Drunk driving is one of America’s deadliest crimes.
During 2004, nearly 13,000 people were killed in highway crashes involving an impaired driver or motorcycle operator with an illegal blood alcohol concentration of .08 or higher.
The picture for motorcycle operators is particularly bleak. Forty-one percent of the 1,672 motorcycle operators who died in single-vehicle crashes in 2004 had BAC levels of .08 or higher.
That is why Reynoldsburg Division of Police has announced it will join thousands of other law enforcement and highway safety agencies across the nation during August and the Labor Day holiday to launch an aggressive new crackdown on impaired drivers called Drunk Driving. Over the Limit. Under Arrest.

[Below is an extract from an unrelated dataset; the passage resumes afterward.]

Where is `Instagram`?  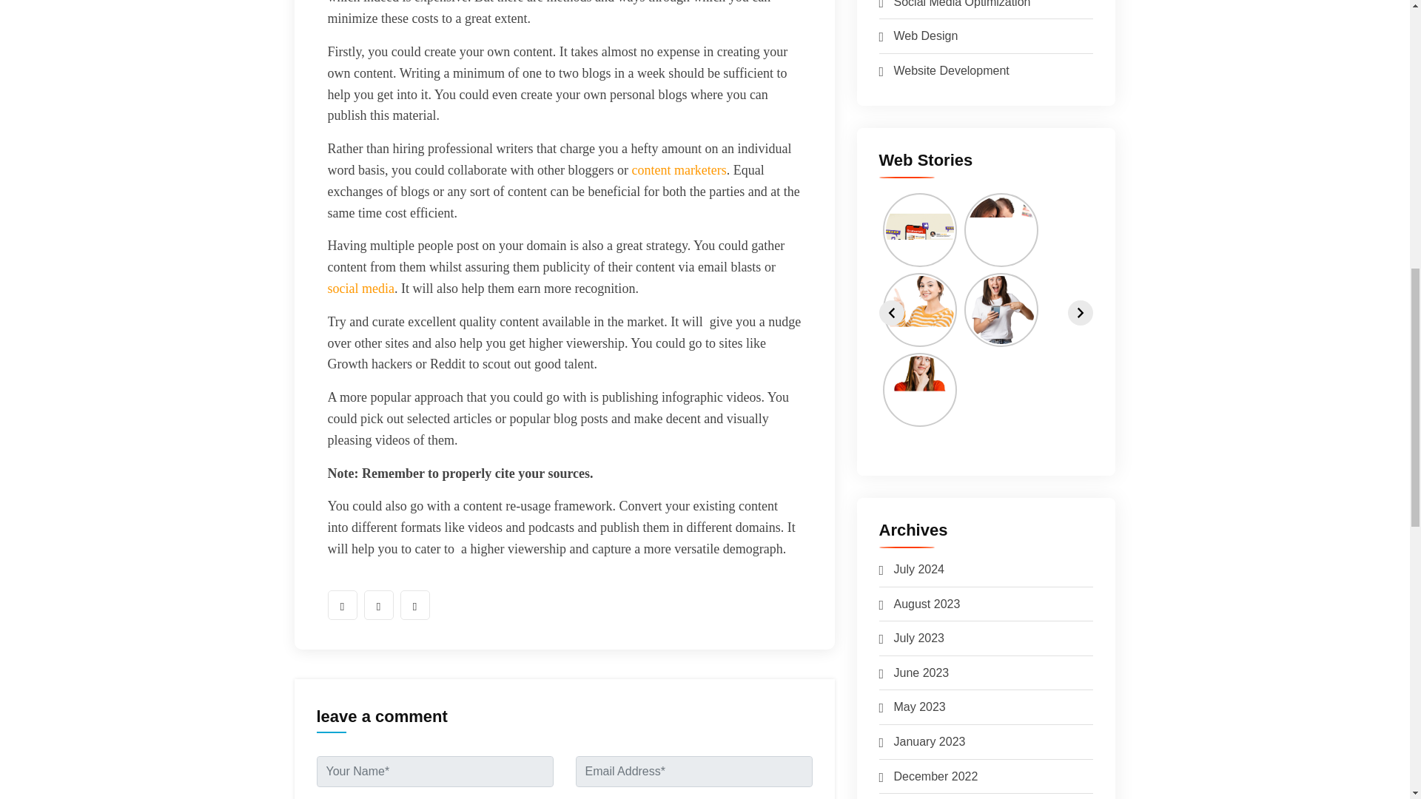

"Make no mistake. Our message is simple. No matter what you drive – a passenger car, pickup, sport utility vehicle or motorcycle – if we catch you driving impaired, we will arrest you. No exceptions. No excuses," Sergeant Cindy McComb said in a news release.
"We will be out in force conducting sobriety checkpoints, saturation patrols and using undercover officers to get more drunk drivers off the road. We want everyone to play it safe and always designate a sober driver or find a different way home if they have been out drinking," she said.
According to the FBI’s Uniform Crime Report, more than 1.4 million people were arrested for driving under the influence during 2004.
In 2005, Reynoldsburg Division of Police stopped 581 impaired drivers, in 2006 the numbers reached 471 and in 2007 the police stopped 397 impaired drivers. As of July 31, 2008, the department has stopped 248 impaired drivers.